Benjamin Keltner, Head Band Director for Raymondville ISD, said that over the Summer, the program had to make accommodations to protect students from the dangerous heat.
“We do evening rehearsals outside, and we’re inside during the hot part of the day, we didn’t even come out here at all in the afternoons all summer, or the mornings, we just did evenings it causes us to have some late hours, obviously, as a staff,” Keltner said.
Marching bands compete in five or six different events throughout the year. Band members said they could easily put in forty hours a week to practice both individually and with their bandmates.
But it’s not just students who had to commit a lot of time to make sure the vand stayed sharp.
Leslie Luna is the President of the Bearkat Booster Club. She said, “Personally, for me, it’s 24/7. Because I love band I love the Raymondville Bearkat band, and I enjoy every minute I’m able to take, to spend and work with them.”
It took both time and money for the band to compete at their best. The booster club ran, and continues to run, multiple fundraisers to support the program. Individual band members took it upon themselves to also do personal fundraising.
Luna said, “We have some current students that cut grass, they’re doing babysitting, they’re also doing their own personal raffles.
Keltner said that because Raymondville is a smaller district, a lot of the band members participated in different activities.
He said it was important to balance their academic and band responsibilities.
“We try to make sure that they’re doing their homework or going to their athletics practice and so, it’s a little bit different than 5-A and 6-A, because our students are doing a lot in relation to what the campus needs,“ Keltner said.
Keltner added the Raymondville and hadn’t made state in twenty-five years, but he hoped this would be the year they made it back.

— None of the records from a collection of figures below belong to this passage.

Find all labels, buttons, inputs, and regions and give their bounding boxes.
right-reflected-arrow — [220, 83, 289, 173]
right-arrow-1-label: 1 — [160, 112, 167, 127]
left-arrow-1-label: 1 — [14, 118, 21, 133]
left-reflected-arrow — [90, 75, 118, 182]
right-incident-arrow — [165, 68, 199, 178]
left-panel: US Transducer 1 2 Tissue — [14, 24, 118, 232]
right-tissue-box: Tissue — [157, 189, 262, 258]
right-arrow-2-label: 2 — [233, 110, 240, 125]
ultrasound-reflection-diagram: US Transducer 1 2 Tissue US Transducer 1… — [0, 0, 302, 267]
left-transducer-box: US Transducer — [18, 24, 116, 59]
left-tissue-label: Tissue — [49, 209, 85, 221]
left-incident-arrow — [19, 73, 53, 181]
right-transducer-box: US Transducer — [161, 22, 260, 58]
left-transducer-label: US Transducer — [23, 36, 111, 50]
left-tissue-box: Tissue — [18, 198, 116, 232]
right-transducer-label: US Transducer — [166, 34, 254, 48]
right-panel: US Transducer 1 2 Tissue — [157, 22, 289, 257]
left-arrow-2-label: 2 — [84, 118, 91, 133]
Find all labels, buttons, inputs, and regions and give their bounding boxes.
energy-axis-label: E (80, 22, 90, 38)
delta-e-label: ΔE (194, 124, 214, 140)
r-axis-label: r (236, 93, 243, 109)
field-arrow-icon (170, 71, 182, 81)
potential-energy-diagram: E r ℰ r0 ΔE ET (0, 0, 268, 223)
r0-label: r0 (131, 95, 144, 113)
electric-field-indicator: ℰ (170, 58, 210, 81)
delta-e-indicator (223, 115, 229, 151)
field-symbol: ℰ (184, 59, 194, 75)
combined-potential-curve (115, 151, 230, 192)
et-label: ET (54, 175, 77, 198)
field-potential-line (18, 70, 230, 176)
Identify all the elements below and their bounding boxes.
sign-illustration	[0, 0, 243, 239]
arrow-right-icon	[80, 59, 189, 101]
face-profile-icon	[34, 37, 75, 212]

Keltner has been the band director in Raymondville for the past four years. He said he recognized it was a years-long process for him and the students to reach their goal.

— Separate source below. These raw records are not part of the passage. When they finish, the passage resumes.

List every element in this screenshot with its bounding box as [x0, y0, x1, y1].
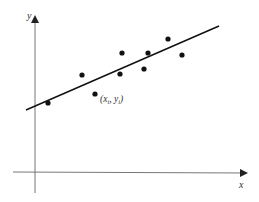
- data-point: [145, 50, 150, 55]
- point-label: (xi, yi): [100, 94, 123, 105]
- data-point: [165, 36, 170, 41]
- data-point: [141, 66, 146, 71]
- scatter-diagram: y x (xi, yi): [0, 0, 259, 202]
- data-point-highlighted: [92, 91, 97, 96]
- data-point: [117, 71, 122, 76]
- data-point: [79, 72, 84, 77]
- x-axis: [13, 172, 246, 173]
- data-point: [45, 100, 50, 105]
- data-point: [119, 50, 124, 55]
- y-axis-label: y: [26, 10, 32, 21]
- x-axis-label: x: [238, 179, 244, 190]
- data-point: [179, 52, 184, 57]
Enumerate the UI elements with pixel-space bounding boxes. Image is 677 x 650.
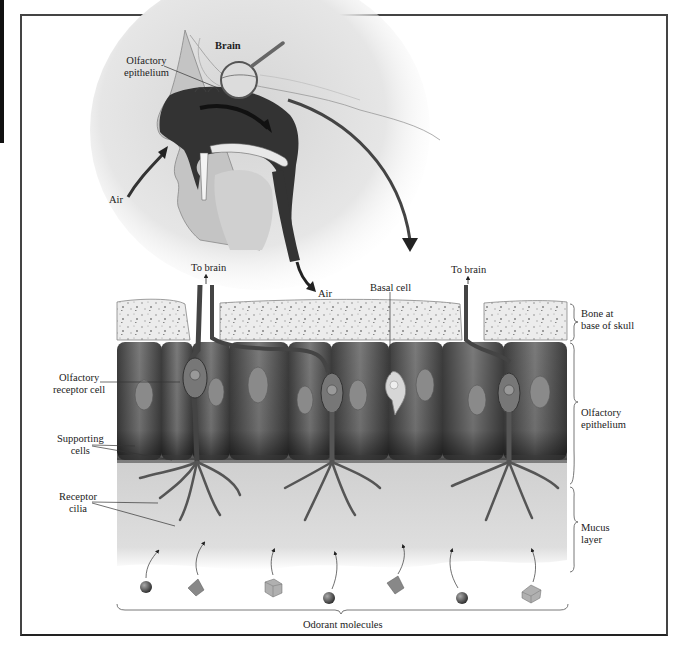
label-receptor-cilia: Receptor cilia [59,491,97,515]
tissue-cross-section [92,276,578,614]
label-supporting-cells: Supporting cells [57,433,104,457]
label-to-brain-right: To brain [451,264,486,276]
label-bone-skull: Bone at base of skull [581,308,634,332]
label-brain: Brain [215,40,241,52]
olfactory-anatomy-illustration [0,0,677,650]
label-basal-cell: Basal cell [370,282,411,294]
label-to-brain-left: To brain [191,262,226,274]
label-olfactory-receptor-cell: Olfactory receptor cell [53,372,105,396]
head-cross-section [90,0,440,292]
label-odorant-molecules: Odorant molecules [303,619,383,631]
label-olfactory-epithelium-head: Olfactory epithelium [124,55,169,79]
skull-bone [117,299,567,340]
label-mucus-layer: Mucus layer [581,522,610,546]
label-air-out: Air [318,288,332,300]
label-air-in: Air [109,194,123,206]
label-olfactory-epithelium-tissue: Olfactory epithelium [581,407,626,431]
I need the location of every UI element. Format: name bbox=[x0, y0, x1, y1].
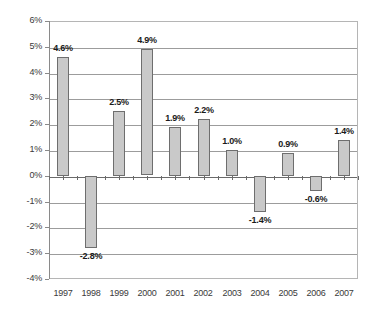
y-axis-line bbox=[49, 21, 50, 279]
y-tick-label: 2% bbox=[20, 118, 42, 128]
x-tick-mark bbox=[204, 176, 205, 180]
y-tick-mark bbox=[45, 150, 49, 151]
y-tick-mark bbox=[45, 98, 49, 99]
bar-2005 bbox=[282, 153, 294, 176]
y-tick-label: 5% bbox=[20, 41, 42, 51]
x-tick-label-1998: 1998 bbox=[77, 288, 105, 298]
x-tick-mark bbox=[175, 176, 176, 180]
y-tick-label: -3% bbox=[20, 247, 42, 257]
x-tick-mark bbox=[161, 176, 162, 180]
x-tick-mark bbox=[133, 176, 134, 180]
x-tick-label-1997: 1997 bbox=[49, 288, 77, 298]
y-tick-mark bbox=[45, 124, 49, 125]
y-tick-mark bbox=[45, 202, 49, 203]
x-tick-label-2001: 2001 bbox=[161, 288, 189, 298]
x-tick-label-2002: 2002 bbox=[189, 288, 217, 298]
x-tick-mark bbox=[358, 176, 359, 180]
bar-label-2006: -0.6% bbox=[294, 194, 338, 204]
x-tick-mark bbox=[105, 176, 106, 180]
bar-2003 bbox=[226, 150, 238, 176]
y-tick-mark bbox=[45, 227, 49, 228]
bar-1998 bbox=[85, 176, 97, 248]
y-tick-label: 4% bbox=[20, 67, 42, 77]
x-tick-label-2006: 2006 bbox=[302, 288, 330, 298]
y-tick-label: -1% bbox=[20, 196, 42, 206]
x-tick-mark bbox=[246, 176, 247, 180]
gridline bbox=[50, 48, 357, 49]
bar-1999 bbox=[113, 111, 125, 176]
y-tick-label: -2% bbox=[20, 221, 42, 231]
x-tick-label-2005: 2005 bbox=[274, 288, 302, 298]
y-tick-mark bbox=[45, 253, 49, 254]
y-tick-label: 3% bbox=[20, 92, 42, 102]
bar-label-1998: -2.8% bbox=[69, 251, 113, 261]
bar-2002 bbox=[198, 119, 210, 176]
bar-1997 bbox=[57, 57, 69, 176]
bar-2000 bbox=[141, 49, 153, 175]
bar-label-2002: 2.2% bbox=[182, 105, 226, 115]
bar-2001 bbox=[169, 127, 181, 176]
bar-label-2004: -1.4% bbox=[238, 215, 282, 225]
x-tick-mark bbox=[330, 176, 331, 180]
y-tick-label: 0% bbox=[20, 170, 42, 180]
bar-chart: 6%5%4%3%2%1%0%-1%-2%-3%-4% 4.6%-2.8%2.5%… bbox=[0, 0, 379, 318]
y-tick-label: 1% bbox=[20, 144, 42, 154]
x-tick-mark bbox=[119, 176, 120, 180]
x-tick-mark bbox=[147, 176, 148, 180]
bar-label-2005: 0.9% bbox=[266, 139, 310, 149]
y-tick-mark bbox=[45, 21, 49, 22]
x-tick-label-1999: 1999 bbox=[105, 288, 133, 298]
x-tick-mark bbox=[288, 176, 289, 180]
gridline bbox=[50, 74, 357, 75]
x-tick-mark bbox=[274, 176, 275, 180]
x-tick-mark bbox=[189, 176, 190, 180]
x-tick-mark bbox=[302, 176, 303, 180]
bar-label-2007: 1.4% bbox=[322, 126, 366, 136]
y-tick-mark bbox=[45, 279, 49, 280]
x-tick-mark bbox=[63, 176, 64, 180]
y-tick-label: -4% bbox=[20, 273, 42, 283]
bar-2006 bbox=[310, 176, 322, 191]
x-tick-label-2004: 2004 bbox=[246, 288, 274, 298]
x-tick-mark bbox=[218, 176, 219, 180]
x-tick-label-2003: 2003 bbox=[218, 288, 246, 298]
x-tick-label-2000: 2000 bbox=[133, 288, 161, 298]
bar-label-2003: 1.0% bbox=[210, 136, 254, 146]
bar-2007 bbox=[338, 140, 350, 176]
x-tick-mark bbox=[77, 176, 78, 180]
y-tick-mark bbox=[45, 73, 49, 74]
bar-2004 bbox=[254, 176, 266, 212]
x-tick-mark bbox=[49, 176, 50, 180]
y-tick-label: 6% bbox=[20, 15, 42, 25]
x-tick-label-2007: 2007 bbox=[330, 288, 358, 298]
x-tick-mark bbox=[344, 176, 345, 180]
x-tick-mark bbox=[232, 176, 233, 180]
bar-label-2000: 4.9% bbox=[125, 35, 169, 45]
bar-label-1999: 2.5% bbox=[97, 97, 141, 107]
bar-label-1997: 4.6% bbox=[41, 43, 85, 53]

Keltner said he wants this band to have the best Bearkat sound ever.
Students were hoping to reach that crescendo starting with their upcoming competitions.
John Zuniga, Drum Major for the band said, “Our band hasn’t made state since 1998, so that would be a very big accomplishment in our school.”
Riley Rodriguez, Assistant Drum Major and bass drum player, added, “Next weekend we have Pigskin, and that is the start of us going to state.”